11/25 Thanksgiving Holiday

Week 14: 11/28 Kant: The “A Priori Forms of Intuition,” or “How is Mathematics Possible?”

[Prolegomena, First Part of Main Transcendental Problem (545-553)]

11/30 Kant: The “Transcendental Deduction,” or “How is Science Possible?”

[Prolegomena, Second Part of Main Transcendental Problem (553-569)]

12/2 Kant: Transcendental Deduction (cont.)

Week 15: 12/5 Kant: The “Paralogisms of Pure Reason,” or “How is Metaphysics Possible?”

[Prolegomena, Third Part of Main Transcendental Problem (571-596)]

12/7 Kant: “Critical Philosophy”

12/9 Post-Modernism: Is the Enlightenment Project Over?

Paper #2 due Friday, December 9.

Final Exam: Wedneday, December 14, 10:15-12:15.

(Note earlier time!)

HAVE A GREAT SEMESTER!

Paper Topics

Paper 1 (Due Friday, October 14).

Choose one of the philosophers studied in the first part of the course:

Rene Descartes

Gottfried Wilhelm Leibniz

Write a brief paper that includes:

1. What, in your view, was the most important crisis of rationality they faced.

2. Why was it a crisis?

3. How did they respond to the crisis? (That is, what was their “philosophical” answer?)

4. Why did they respond that way? (That is, give their reasons.)

5. Do you think this response is a correct one?
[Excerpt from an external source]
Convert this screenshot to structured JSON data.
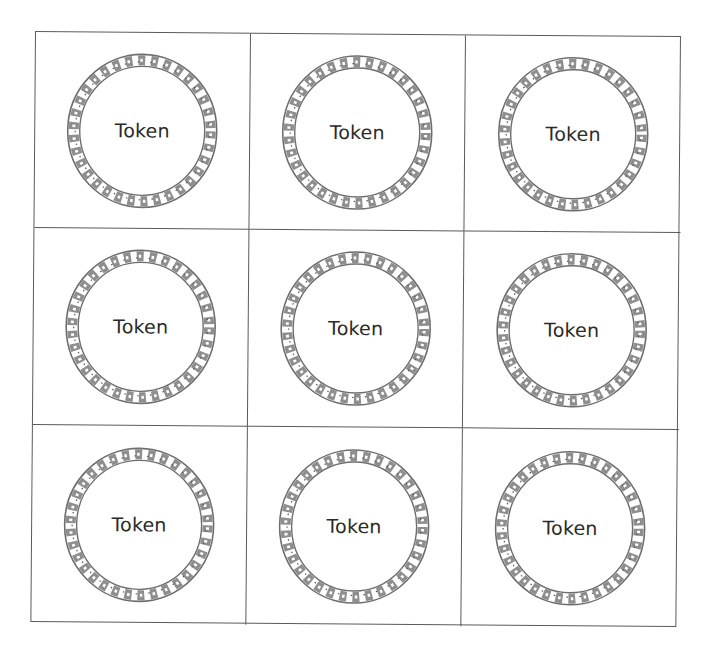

Why or why not?

Paper 2 (Due Friday, December 9.)

Choose one of the philosophers studied in the first part of the course:

John Locke

Thomas Hobbes

George Berkeley

David Hume

Immanuel Kant

Write a brief paper that includes:

1. What, in your view, was the most important crisis of rationality they faced.

2. Why was it a crisis?

3. How did they respond to the crisis? (That is, what was their “philosophical” answer?)

4. Why did they respond that way? (That is, give their reasons.)

5. Do you think this response is a correct one? Why or why not?